WHAT YOU NEED TO DO:
Take the data below and write it out exactly, except for the pictures.

⟨

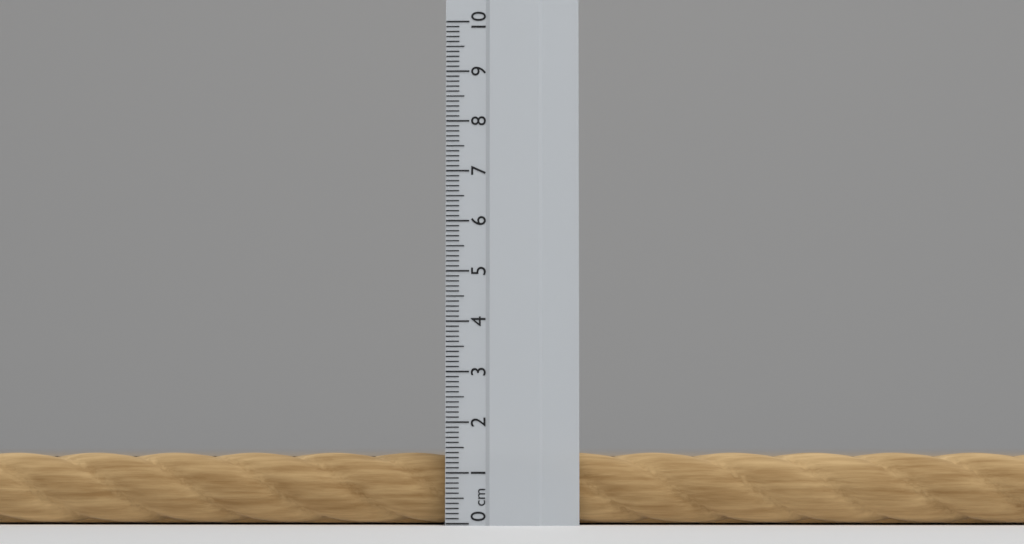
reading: 1.4 cm
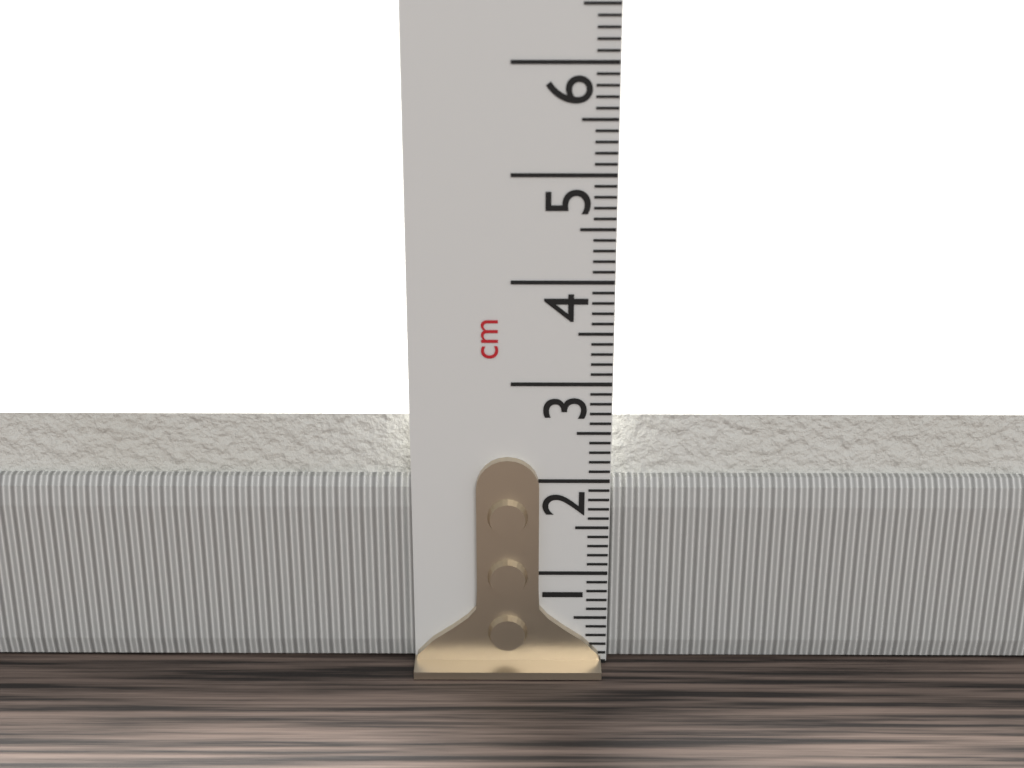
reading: 2.6 cm
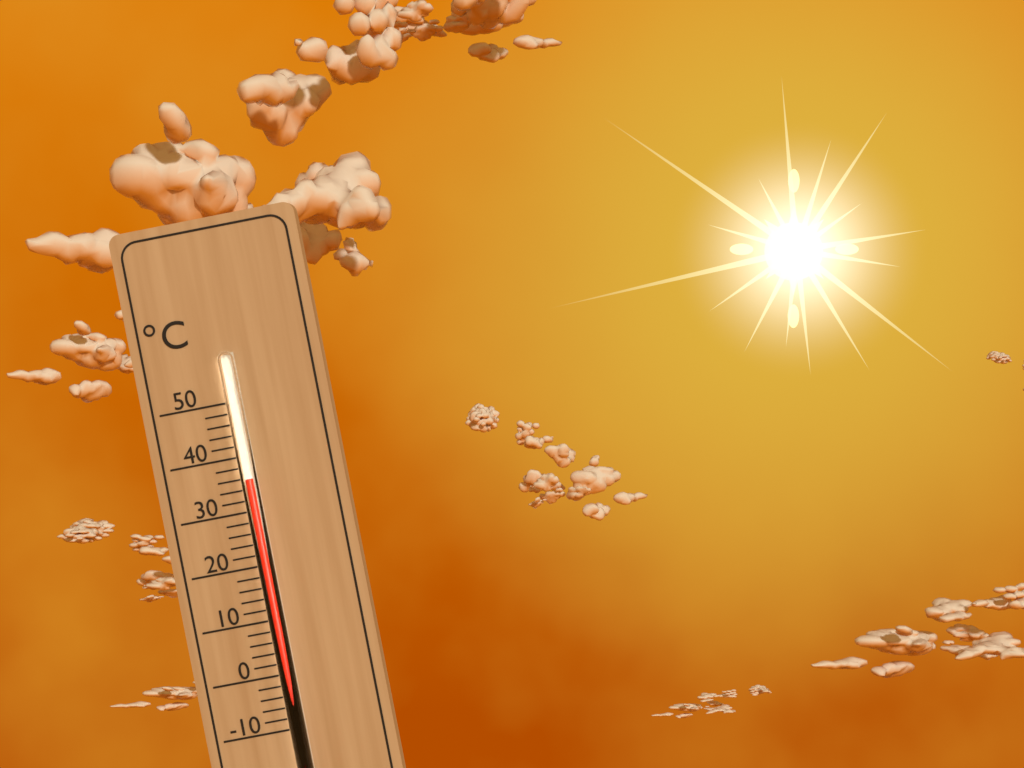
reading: 36 °C
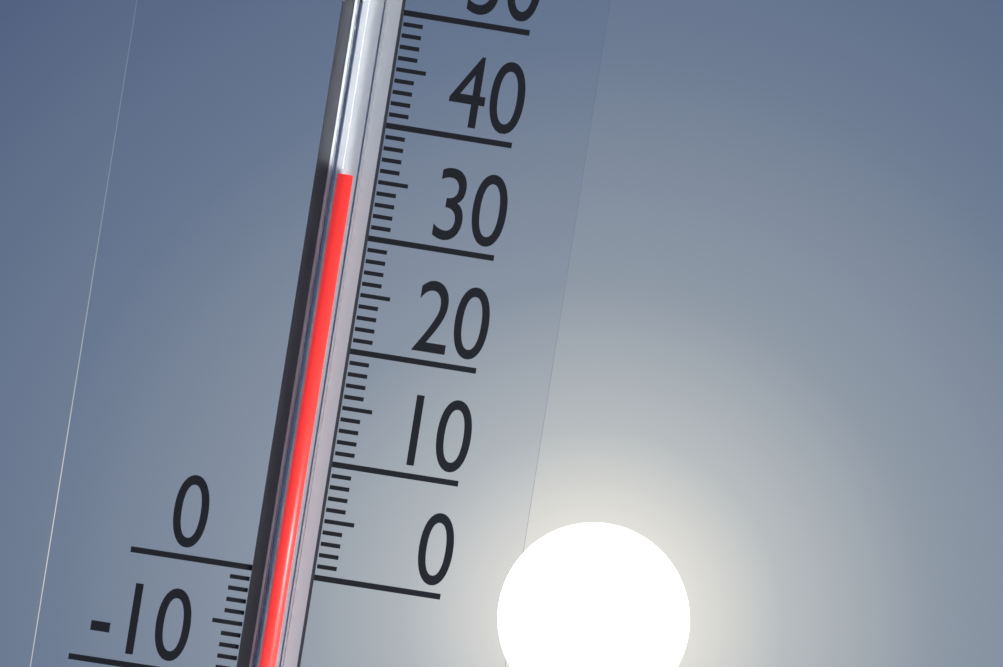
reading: 35 (no unit)
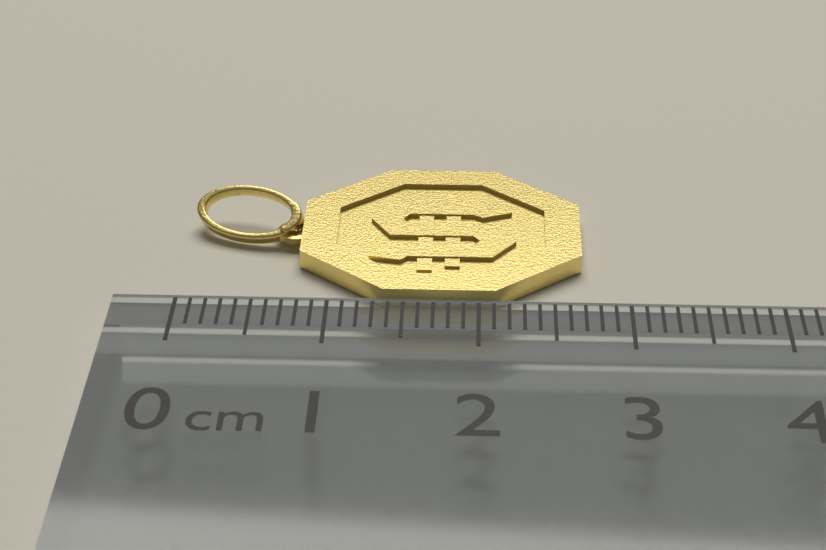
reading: 2.7 cm
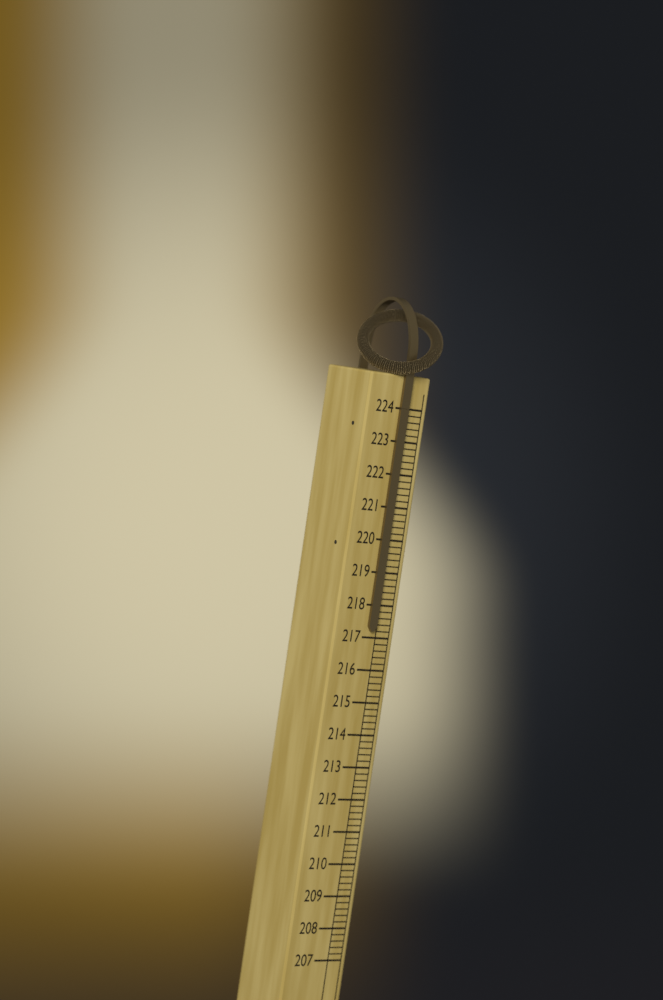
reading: 217.2 (no unit)
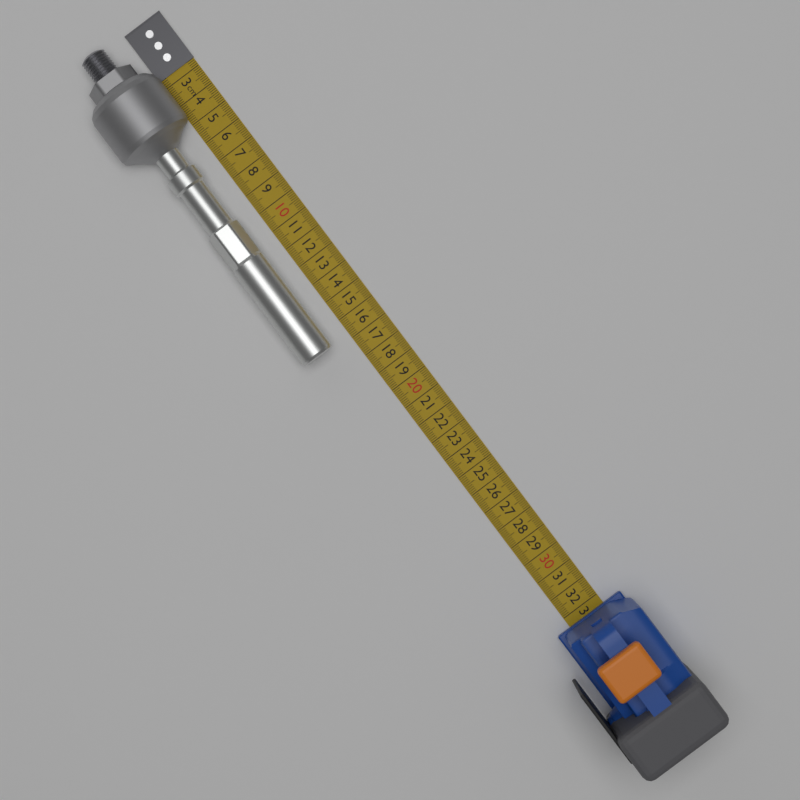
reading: 16.8 cm
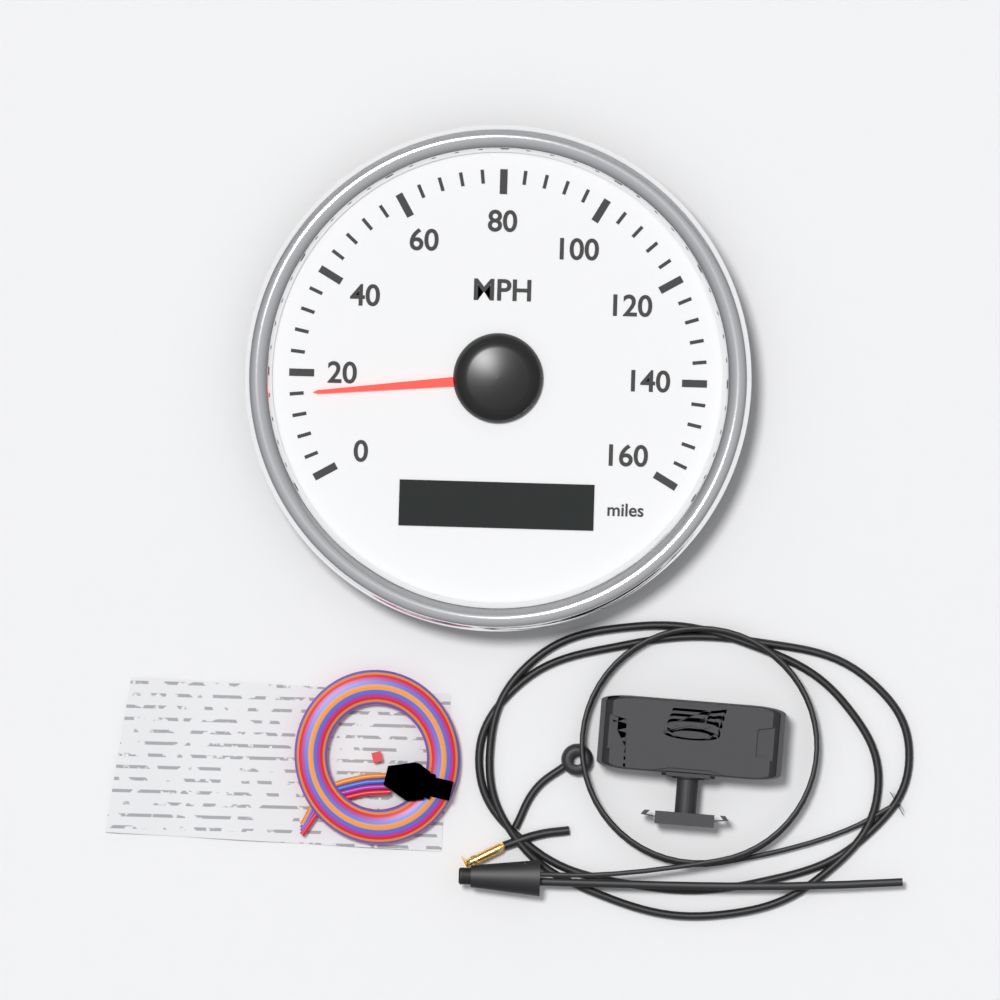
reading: 16 MPH
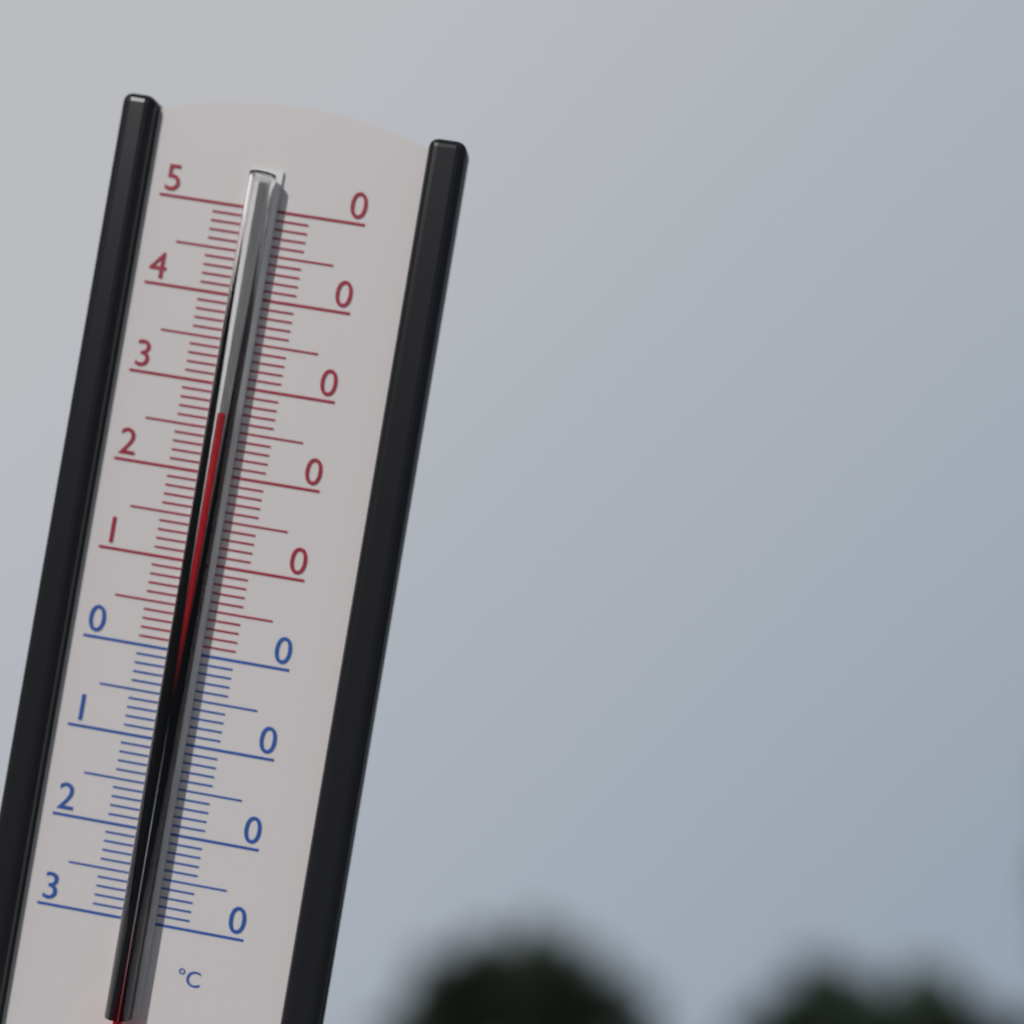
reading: 27 °C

⟩

EXPECTED ANSWER:
reading: 1.4 cm
reading: 2.6 cm
reading: 36 °C
reading: 35 (no unit)
reading: 2.7 cm
reading: 217.2 (no unit)
reading: 16.8 cm
reading: 16 MPH
reading: 27 °C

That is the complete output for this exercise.